Bipolar disorder is highly heritable. Research has shown that adolescents who have a first-degree relative with bipolar disorder are at an eightfold or more increased lifetime risk of developing bipolar disorder themselves. Having a second-degree relative with the illness also increases risk, as does having more than one family member with it.
But what can individuals who have one or more family members with bipolar disorder expect to experience while they are still children? Perhaps nothing, because most offspring in families with bipolar disorder will not develop the illness. Others, however, may experience an anxiety disorder or an externalizing disorder, then a major depression or bipolar disorder, a new study suggests.
The study was headed by John Nurnberger Jr., M.D., Ph.D., a professor of psychiatry at Indiana University and director of its Institute of Psychiatric Research. Results appeared in the October Archives of General Psychiatry.
The study included 141 youth, with an average age of 17, who had at least one relative with bipolar disorder. A total of 114 had a parent with bipolar, 13 had an older sibling with bipolar, 13 had an aunt or uncle with bipolar, and one had a grandparent with bipolar. Eighty-five of the youth also came from families that had more than one relative with the illness. The study also included 91 youth of a similar age whose parents did not have bipolar disorder and whose parents had no first-degree relatives with a psychiatric hospitalization. These youth served as controls.

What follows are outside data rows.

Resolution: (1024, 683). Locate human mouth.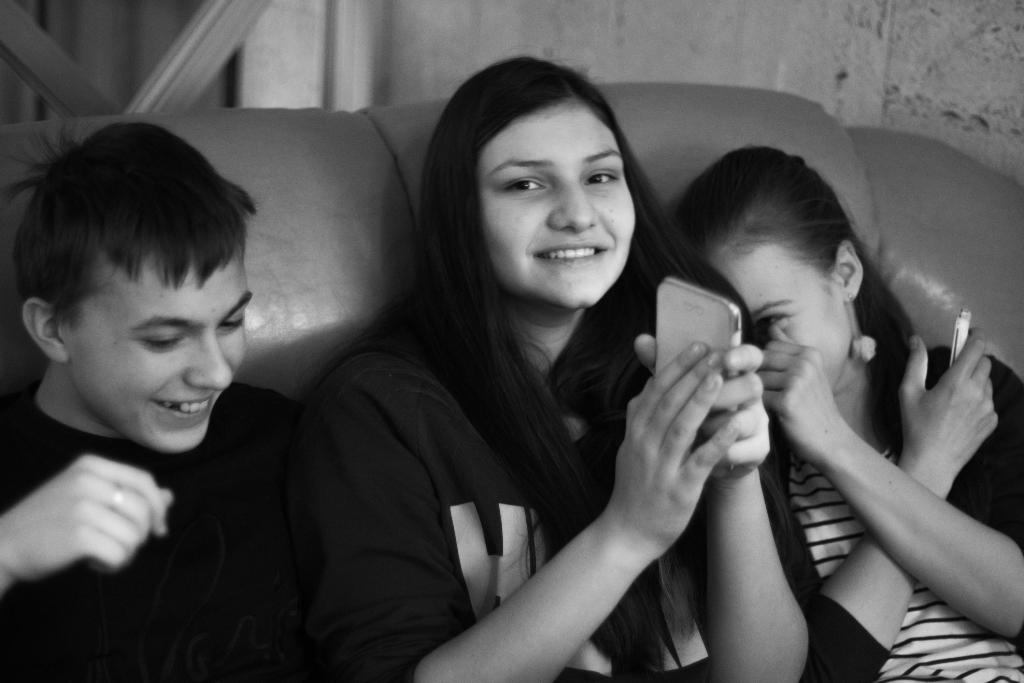
(left=529, top=235, right=608, bottom=265).
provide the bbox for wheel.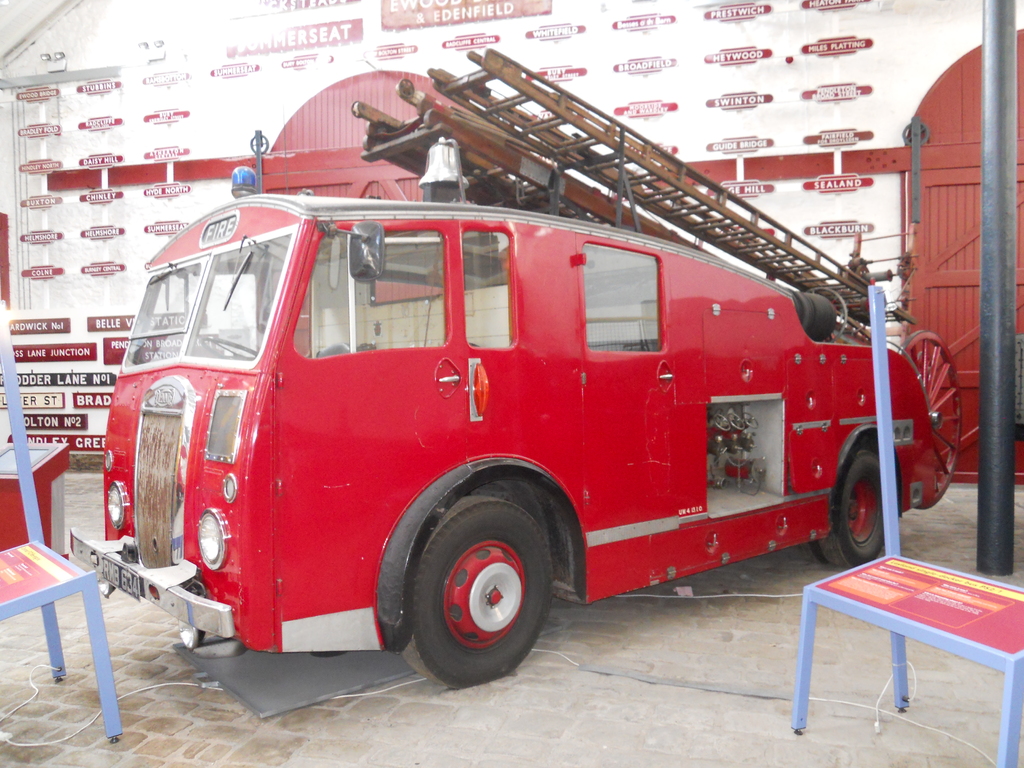
x1=195 y1=333 x2=263 y2=363.
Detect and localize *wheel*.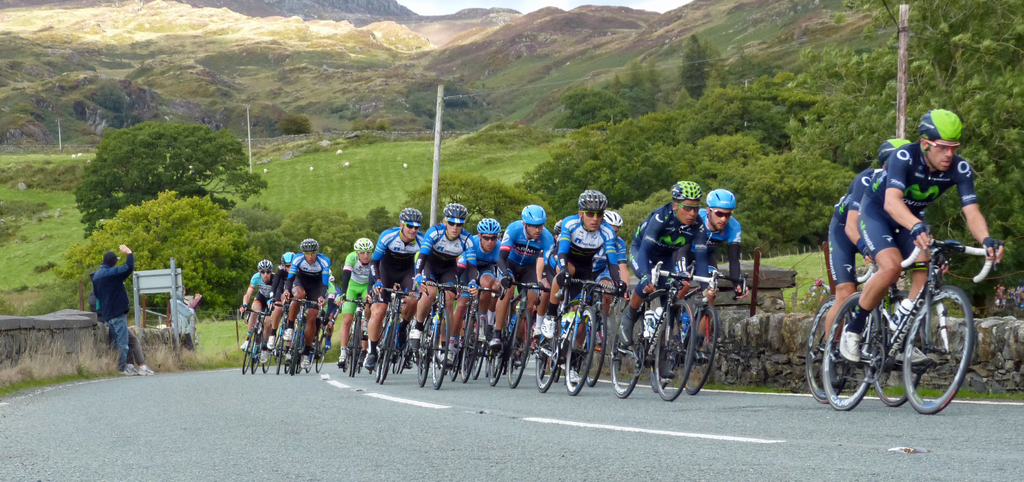
Localized at bbox(568, 307, 596, 391).
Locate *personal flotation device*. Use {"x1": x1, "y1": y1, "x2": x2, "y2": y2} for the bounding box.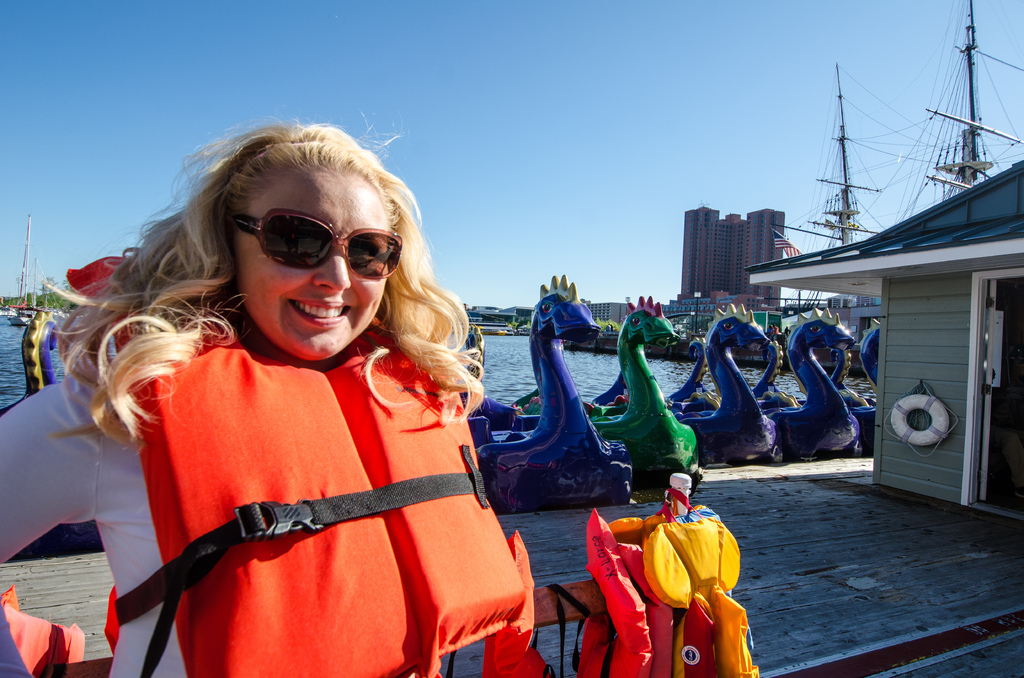
{"x1": 479, "y1": 531, "x2": 543, "y2": 677}.
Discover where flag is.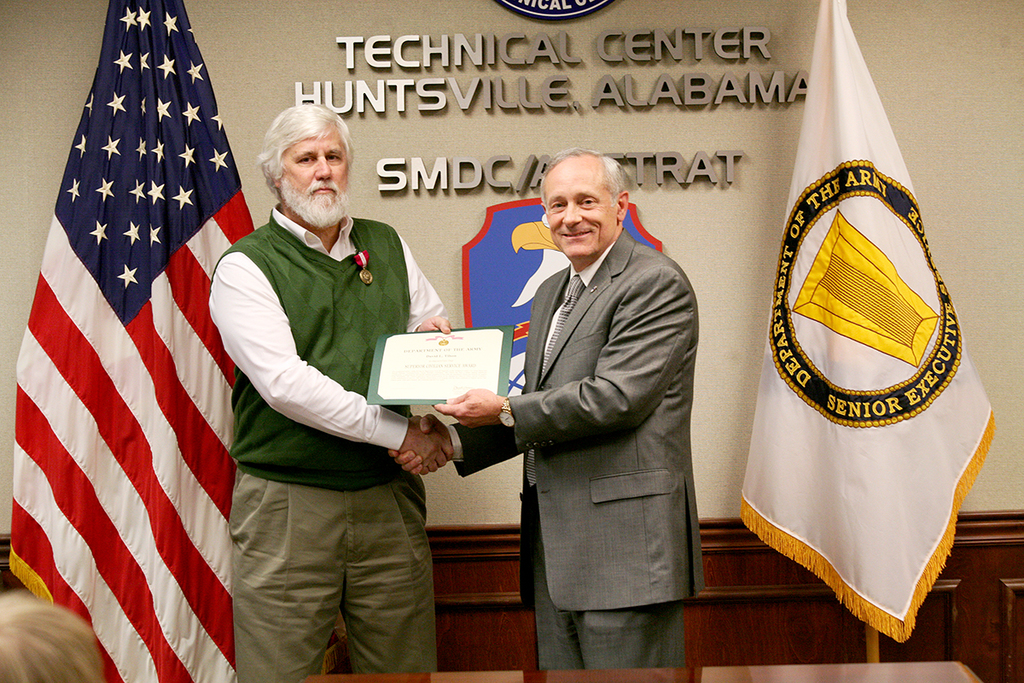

The researchers obtained the subjects’ psychiatric histories by interviewing them and their parents and also by consulting their medical records. The researchers found that certain childhood psychiatric diagnoses were significantly more prevalent among the cases than among the controls, after taking age, gender, and ethnicity into consideration.
Twenty-three percent of the cases, but only 4 percent of the controls, had experienced a major affective disorder—that is, major depression, bipolar disorder, or schizoaffective disorder, bipolar type. And whereas 9 percent of the cases had experienced bipolar disorder, none of the control group had.
Moreover, among subjects manifesting major affective disorders, there was a four times greater risk of an anxiety disorder or of an externalizing disorder compared with subjects without major affective disorders. Also, in subjects, but not controls, a childhood diagnosis of an anxiety disorder or externaliz ing disorder predicted the later onset of major affective disorders. (The relative risk was 3 for an anxiety disorder and 4 for an externalizing disorder.)
“I think it surprised us initially that we didn’t find many substance use disorders or anxiety disorders in high-risk offspring,” Nurnberger told Psychiatric News. “But then we realized that those disorders were increased in the kids who went on to develop depression or mania/ hypomania.”
“The clinical implications of these findings are that family history of bipolar disorder matters a lot in that childhood disorders such as anxiety disorder or con duct disorder may predict a mood disorder during adolescence in youngsters with a positive family history, but not in youngsters without the family history,” Nurnberger said.
These are only the initial results from a longitudinal study of subjects at risk for bipolar disorder, Nurnberger pointed out. “We are continuing to follow the subjects in this sample and are adding new subjects as well. We are also adding in genetic marker and biological marker studies.”
The study was funded by the National Institutes of Health.